Dáil debates

Tuesday, 12 March 2013

Job Creation and Economic Growth: Motion [Private Members]

 

8:40 pm

Photo of Pádraig Mac LochlainnPádraig Mac Lochlainn (Donegal North East, Sinn Fein) | Oireachtas source

I had hoped to have an opportunity to discuss the unemployment crisis in County Donegal with the Minister at an earlier stage last year, but his colleague, the Minister of State, took the debate on that occasion. I will take this opportunity to take the Minister through the history of the unemployment crisis in County Donegal as the crisis is not. As he will recall, the Fruit of the Loom textile industry collapsed in County Donegal and the signs of its decline were evident in the late 1990s. It finally collapsed in the early 2000s. An employment task force was established by the then Government to address the crisis caused not only by the collapse of Fruit of the Loom but also the collapse off the entire textile industry in the region. Definite job creation targets were put in place in the next seven years that would have amounted to a net gain of approximately 6,000 jobs. That was the scale of what was required to allow County Donegal to start to catch up with the then employment levels across the State. After a period of almost seven years, however, there was no real progress. Unemployment levels in the county were still at or around 14% to 15% which at the time were almost four times the national average. An interdepartmental group was set up to work across all Departments as there was a unique job creation challenge in County Donegal. As we approached the late 2000s, some 8,300 people were unemployed in the county, a large number of people equating to an unemployment level of 14%.

The level of unemployment in County Donegal today is 28%, which means approximately 23,000 people are out of full-time employment. This presents a profound crisis in the county. Donegal is a county with natural entrepreneurs, people who want to work if they were given the chance to do so. In that respect, there are one or two examples. Primerica stands out as a solid example of what the workforce in County Donegal has to offer, if given the chance.

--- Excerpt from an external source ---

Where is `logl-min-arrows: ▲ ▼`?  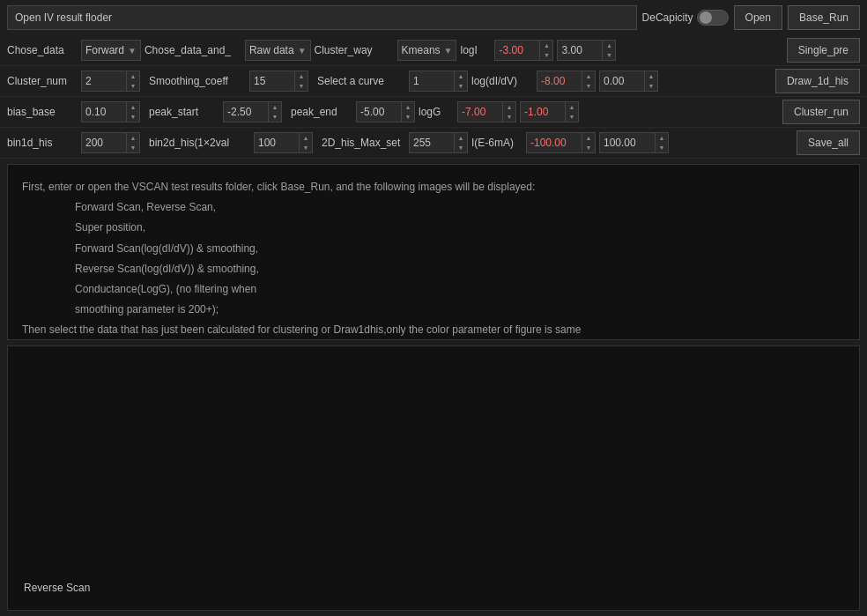
logl-min-arrows: ▲ ▼ is located at coordinates (546, 50).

I will give the Minister some shocking statistics. I remind him that while unemployment levels are bad throughout the country, the unemployment levels in County Donegal are the highest in the State by a mile, while the youth unemployment rate is almost at 50%. I will cite statistics for last year for the job creation agencies. In the case of Enterprise Ireland, there were 129 net job losses in County Donegal. The number of site visits by IDA Ireland in the county in 2012 was zero, despite the crisis we face in the county.

As the Minister will be aware, IDA Ireland was to ensure 50% of jobs would be created outside the major cities of Dublin and Cork. However, outside of Dublin, Cork, Galway, Limerick and County Louth, the percentage of jobs attracted to rural Ireland, including my county of Donegal, which has approximately 50% of the population was 2.5% of the overall number of jobs attracted to the country. I commend IDA Ireland for its work. When I was my party's spokesperson on foreign affairs and trade, I had the opportunity to see for myself in the United States the reputation it had earned and the work it did there, but it is not attracting jobs to the regions. I note in the Minister's latest plan that he has apparently scrapped the 50% target. How can he stand over this? How could he go on a Donegal radio station or visit the county and tell the people there that the Government has its finger on the pulse and that he is aware of the extent of the crisis?

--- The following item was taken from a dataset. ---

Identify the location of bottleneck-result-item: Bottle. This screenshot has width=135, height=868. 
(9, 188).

As the Minister knows, there are solutions. He does not need to listen to Sinn Féin in this respect. The Irish Congress of Trade Unions and every Nobel Prize winning economist would tell him that we need to reverse the insanity of only having austerity policies. There are billions of euro in the National Pensions Reserve Fund; there is also the European Investment Bank and there are pension funds in Ireland. Therefore, there are resources that could be deployed. People must be given hope. As a representative of the people of Donegal, the level of unemployment in the county has gone from bad to worse. People there want to work and the Government must meet them half way. It must attract investment into the regions and assist employers to keep employees in work. We have given the Minister a range of proposals which we have presented in our jobs plan. I have given him the figures for my county and they are indefensible. His colleague, the Minister of State, Deputy John Perry, has joined him. I addressed the Minister of State last year and brought these numbers to his attention. The Minister knows the wider issues involved. I cannot stand here and not directly bring to his attention the scale of the crisis in County Donegal and the failure of the job creation agencies and the Government to address it. He must give the people of the county some hope. I, therefore, ask him to take on board what I have said.